योगान्तरायाः, औपसर्गिकसिद्धयः, परवैराग्येन शैवप्रसादः
गन्धो रसस् तथा रूपं शब्दः स्पर्शस्तथैव च प्रत्येकमष्टधा सिद्धं पञ्चमे तच्छतक्रतोः
gandho rasas tathā rūpaṃ śabdaḥ sparśastathaiva ca pratyekamaṣṭadhā siddhaṃ pañcame tacchatakratoḥ
الرائحةُ والطعمُ والصورةُ والصوتُ واللمسُ—كلُّ واحدٍ منها مُثبَتٌ على نحوٍ ثُمانيّ في المبدأ الخامس. هكذا يُعلَّم، يا شتاكراتو (إندرا)، في بيان التتڤا، لكي يميّز البَشو (النفس المقيَّدة) ميدانَ الخبرة عن البَتي (الربّ السيّد).
Suta Goswami (narrating a doctrinal passage; addressing Indra as Śatakratu within the embedded teaching)
It frames sense-objects (smell, taste, form, sound, touch) as part of the experiential field (pāśa/kshetra) that must be discerned and purified; Linga worship is thereby positioned as a Shaiva discipline that turns the paśu away from sensory dispersion toward Pati (Śiva) through tattva-viveka.
By implication: Śiva as Pati is distinct from the eightfold configurations of sense-experience; He is not reducible to sensory qualities, but is the transcendent Lord who enables liberation when the paśu recognizes the senses as bound-domain (pāśa) rather than Self.
Tattva-viveka and indriya-nigraha (discernment and restraint of the senses), foundational to Pāśupata-oriented sādhanā: the practitioner observes sense-objects as categories, offers them inwardly to Śiva, and stabilizes awareness in the Linga as the locus of Pati.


Exercise description:
From the entries below, gather each line containing the word "cabinet".

Data:

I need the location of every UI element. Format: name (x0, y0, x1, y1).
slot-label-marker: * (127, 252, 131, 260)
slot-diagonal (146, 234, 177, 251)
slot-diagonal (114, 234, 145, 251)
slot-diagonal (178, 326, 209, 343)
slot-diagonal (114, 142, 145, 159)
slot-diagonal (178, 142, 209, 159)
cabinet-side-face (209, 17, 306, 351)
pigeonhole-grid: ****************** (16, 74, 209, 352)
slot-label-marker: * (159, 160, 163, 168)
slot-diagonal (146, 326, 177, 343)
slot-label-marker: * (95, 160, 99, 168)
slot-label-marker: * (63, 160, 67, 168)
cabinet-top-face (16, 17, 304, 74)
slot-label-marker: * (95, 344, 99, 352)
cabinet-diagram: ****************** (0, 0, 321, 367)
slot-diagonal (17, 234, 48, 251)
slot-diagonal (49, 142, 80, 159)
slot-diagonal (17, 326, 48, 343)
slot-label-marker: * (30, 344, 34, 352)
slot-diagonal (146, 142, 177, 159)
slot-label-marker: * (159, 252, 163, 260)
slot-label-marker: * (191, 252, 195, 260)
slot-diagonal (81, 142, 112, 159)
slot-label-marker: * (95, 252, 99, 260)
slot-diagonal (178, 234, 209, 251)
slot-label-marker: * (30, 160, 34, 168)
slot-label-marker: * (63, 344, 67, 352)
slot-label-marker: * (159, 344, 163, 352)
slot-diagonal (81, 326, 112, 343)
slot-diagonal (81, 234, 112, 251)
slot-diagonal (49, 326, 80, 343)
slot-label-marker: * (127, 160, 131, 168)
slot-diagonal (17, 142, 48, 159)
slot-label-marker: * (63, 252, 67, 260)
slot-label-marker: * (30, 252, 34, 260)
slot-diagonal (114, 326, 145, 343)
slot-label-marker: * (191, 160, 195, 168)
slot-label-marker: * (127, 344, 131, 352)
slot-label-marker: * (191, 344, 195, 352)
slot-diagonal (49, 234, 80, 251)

Result of the task:
cabinet-side-face (209, 17, 306, 351)
cabinet-top-face (16, 17, 304, 74)
cabinet-diagram: ****************** (0, 0, 321, 367)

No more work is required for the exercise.